A Quote by Peter Singer

In appropriate circumstances we are justified in using humans to achieve goals (or the goal of assisting animals). — © Peter Singer
In appropriate circumstances we are justified in using humans to achieve goals (or the goal of assisting animals).
I find that goal setting, when done this way, leads to goal achieving. The chronic failure to achieve goals lowers self-esteem. Show me a failure to achieve a goal, and usually I can show you the violation of one or more of the above criteria. Imposed goals, vague goals, and unrealistic goals tend to produce only partial successes and outright failures.
The consciousness of the animal begins to change when it interacts with a human who's gone beyond thinking. It's not only the animals assisting us; we are also assisting the animals.
The elimination of horrible disease, the increase of the quality of lives (for humans and for animals) achieved through research using animals is so incalculably great that the argument of these critics, systematically pursued, establishes not their conclusion but its reverse: to refrain from using animals in biomedical research is, on utilitarian grounds, morally wrong.
Hamas, they are using civilians' lives, they are using children, they are using the suffering of people every day to achieve their goals. And this is what I hate.
When humans act like animals, they become the most dangerous of animals to themselves and other humans, and this is because of another critical difference between humans and animals: Whereas animals are usually restrained by the limits of physical appetites, humans have mental appetites that can be far more gross and capacious than physical ones. Only humans squander and hoard, murder and pillage because of notions.
You can achieve almost any goal if you just do what other successful people have done to achieve the same goals before you.
Achieve self-mastery over your thoughts, and constantly direct them toward your goals and objectives.

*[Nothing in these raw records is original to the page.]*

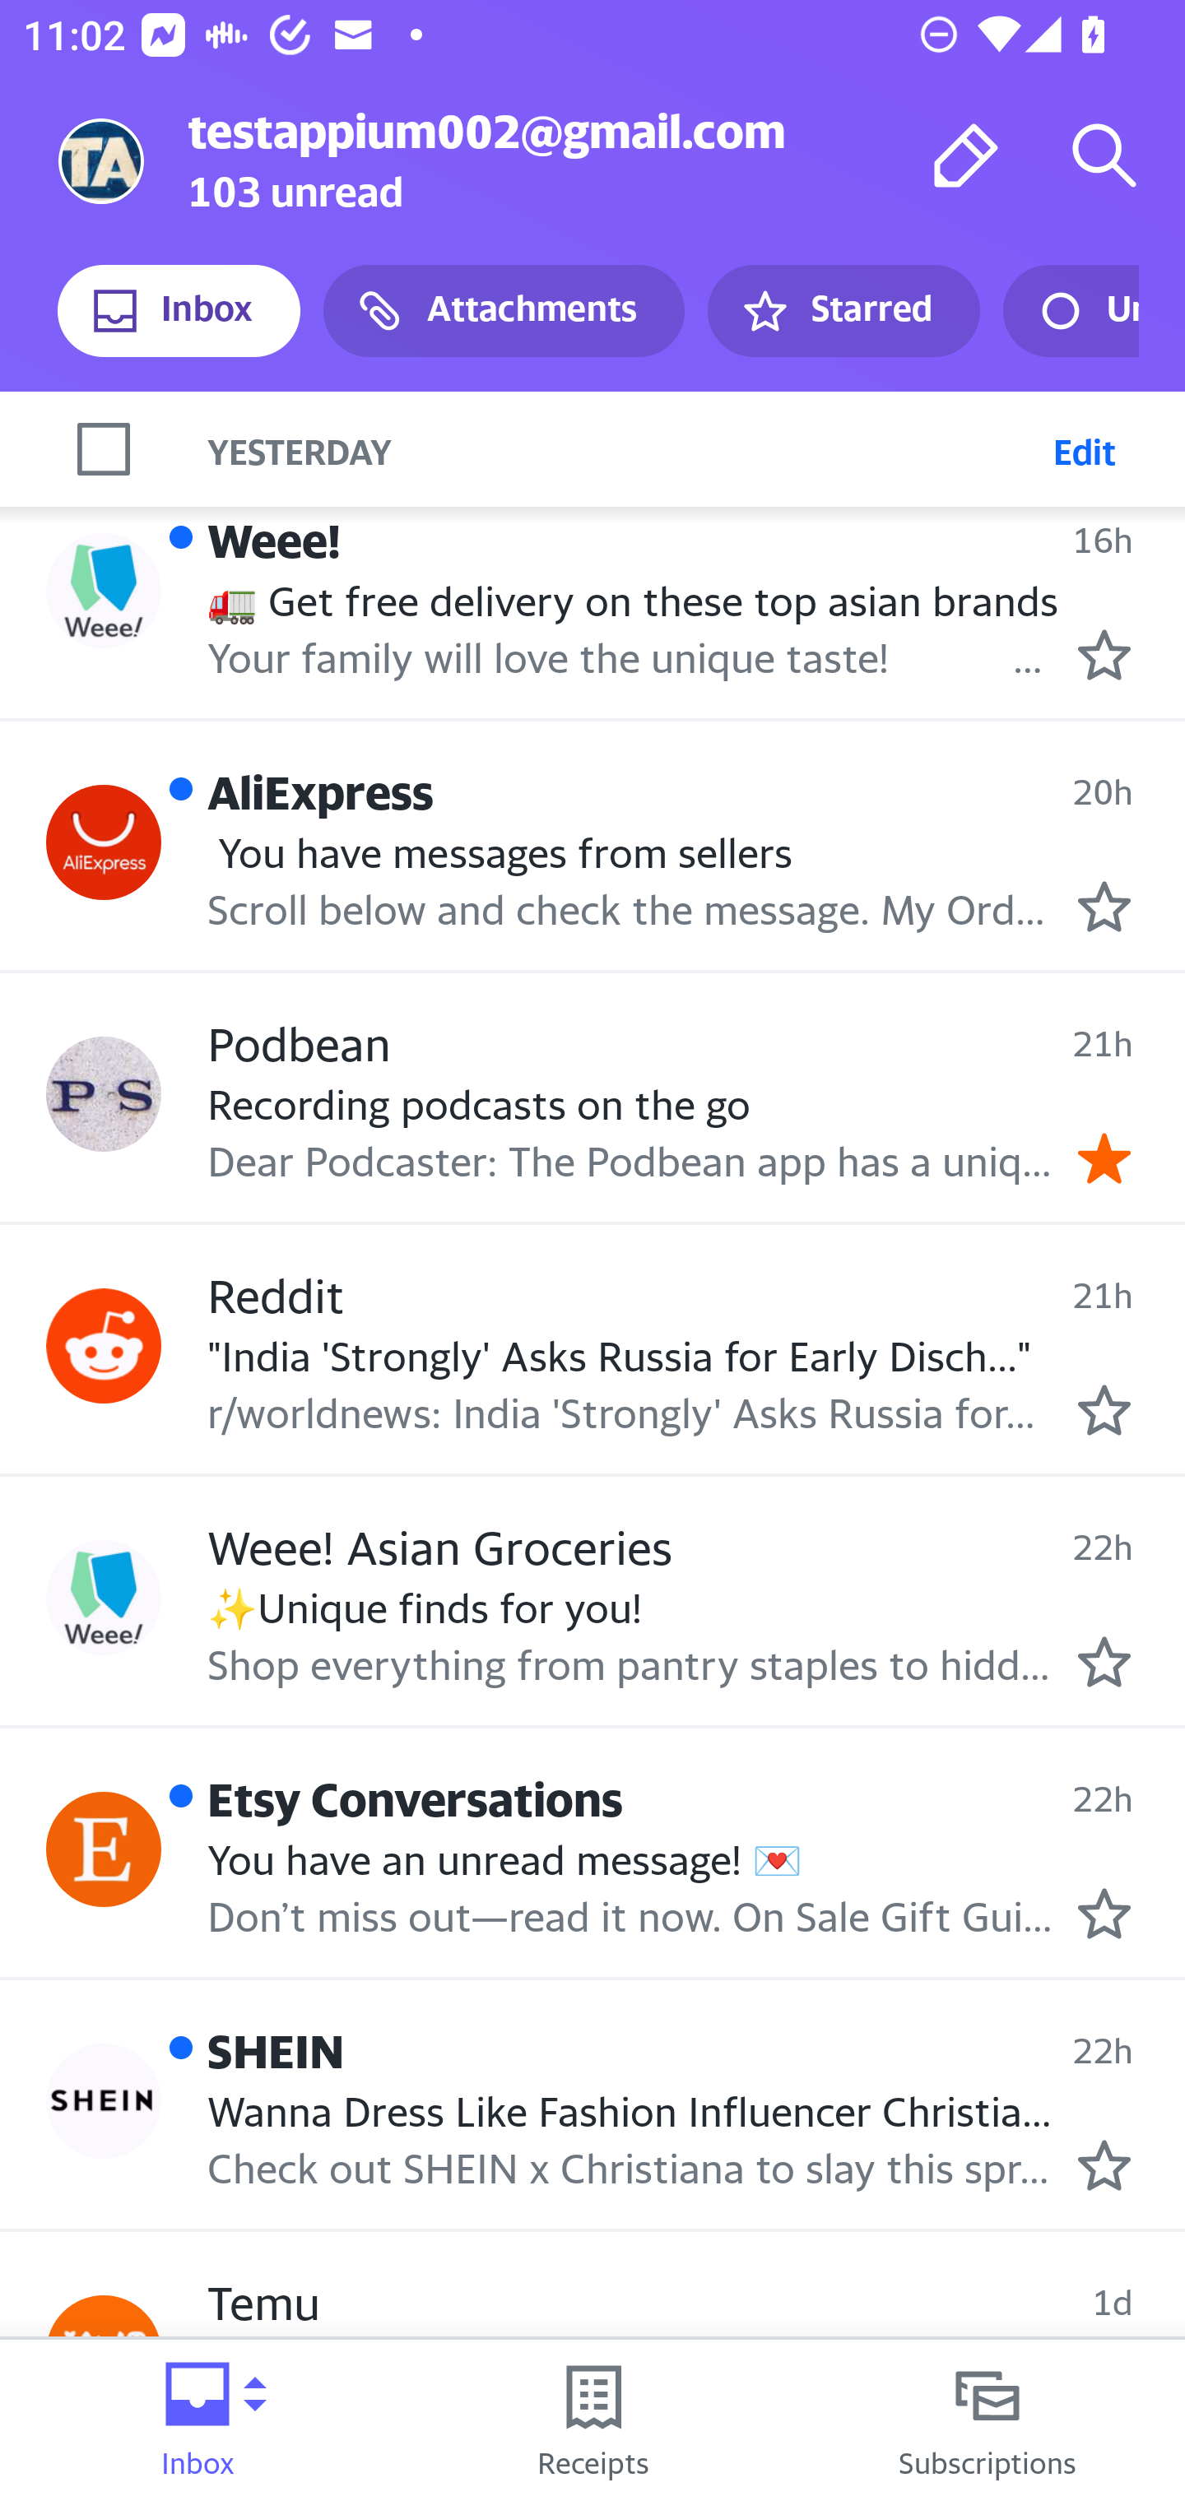 This screenshot has height=2501, width=1185. What do you see at coordinates (1104, 154) in the screenshot?
I see `Search mail` at bounding box center [1104, 154].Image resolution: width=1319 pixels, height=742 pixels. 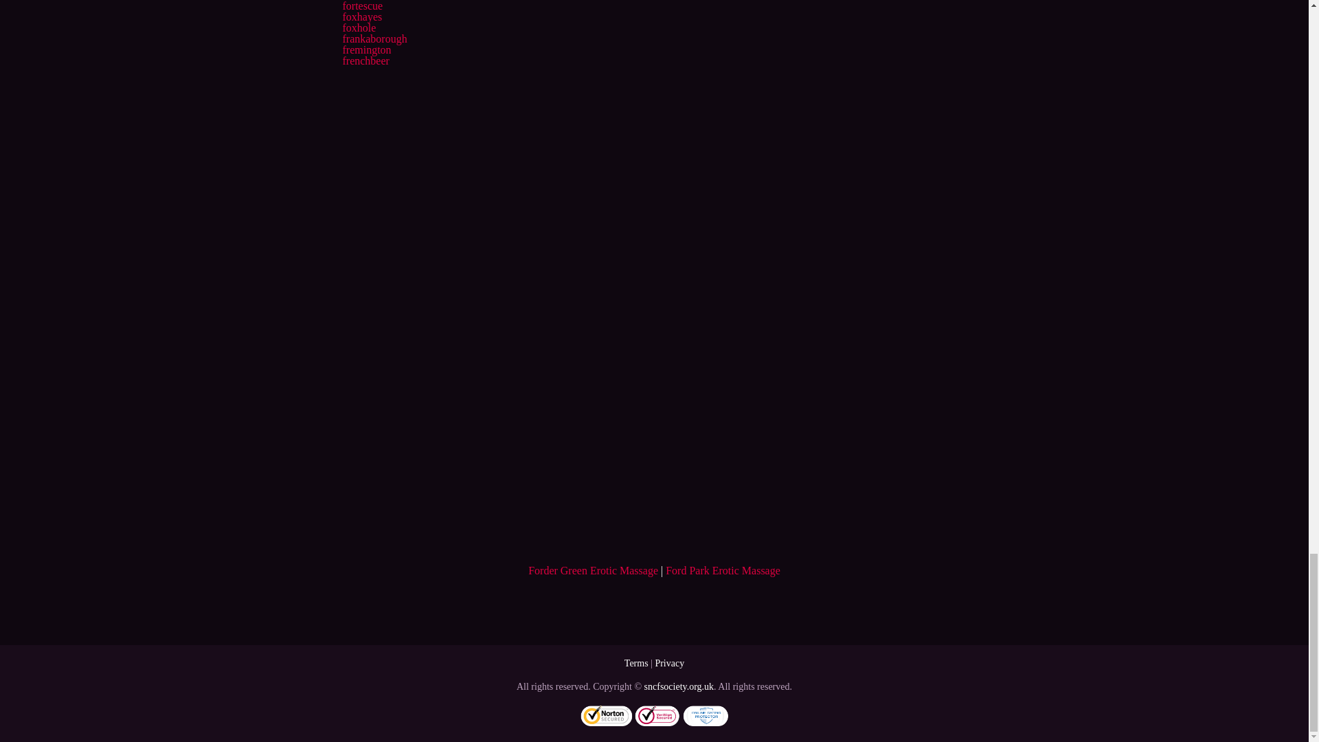 I want to click on frenchbeer, so click(x=366, y=60).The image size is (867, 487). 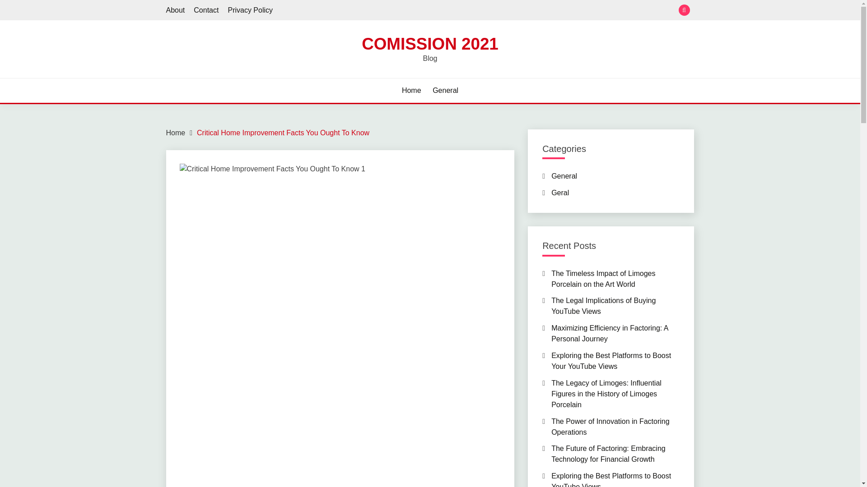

Learn to focus your attention on the goals that you want to achieve and on finding ways to achieve those goals.
Although goal setting can clearly be overdone, only a few people are overly involved with goals and goal setting; most people do far too little goal setting, including the reflecting that precedes the setting of such goals. Too many marriages have financial goals but not other explicit goals. Yet the gospel is certainly goal-oriented.
It's not about loving animals. It's about fighting injustice. My whole goal is for humans to have as little contact as possible with animals.
People often confuse "goal&quot and "purpose." A goal is something tangible; a purpose is a direction. A goal can be achieved; a purpose is fulfilled in each moment. We can set ad achieve many goals; a purpose remains constant for life.
I call animals "guardians of Being," especially animals that live with humans. Because, for many humans, it's through their contact with animals they get in touch with that level of being.
I keep telling my kids - whether you achieve your goal or not is not the most important thing. Putting yourself in position to achieve those goals is what's important.
Team and individual goals are great, but not understanding how we achieve those goals and the work it's going to take to achieve those goals, if you don't understand that process, then it doesn't matter.
It was never a goal of mine to become famous. So, I never projected any goals associated with that. But I did have a bunch of goals I wanted to achieve when I was financially able to do so, but they had nothing to do with fame. When I set goals, they're more tangible than becoming famous. You don't build a company or a foundation for fame.
Humans — who enslave, castrate, experiment on, and fillet other animals — have had an understandable penchant for pretending animals do not feel pain. A sharp distinction between humans and 'animals' is essential if we are to bend them to our will, make them work for us, wear them, eat them — without any disquieting tinges of guilt or regret. It is unseemly of us, who often behave so unfeelingly toward other animals, to contend that only humans can suffer. The behavior of other animals renders such pretensions specious. They are just too much like us.
Humans are something very different from animals, and the numbers required to get cloning to work in animals are completely prohibitory with humans.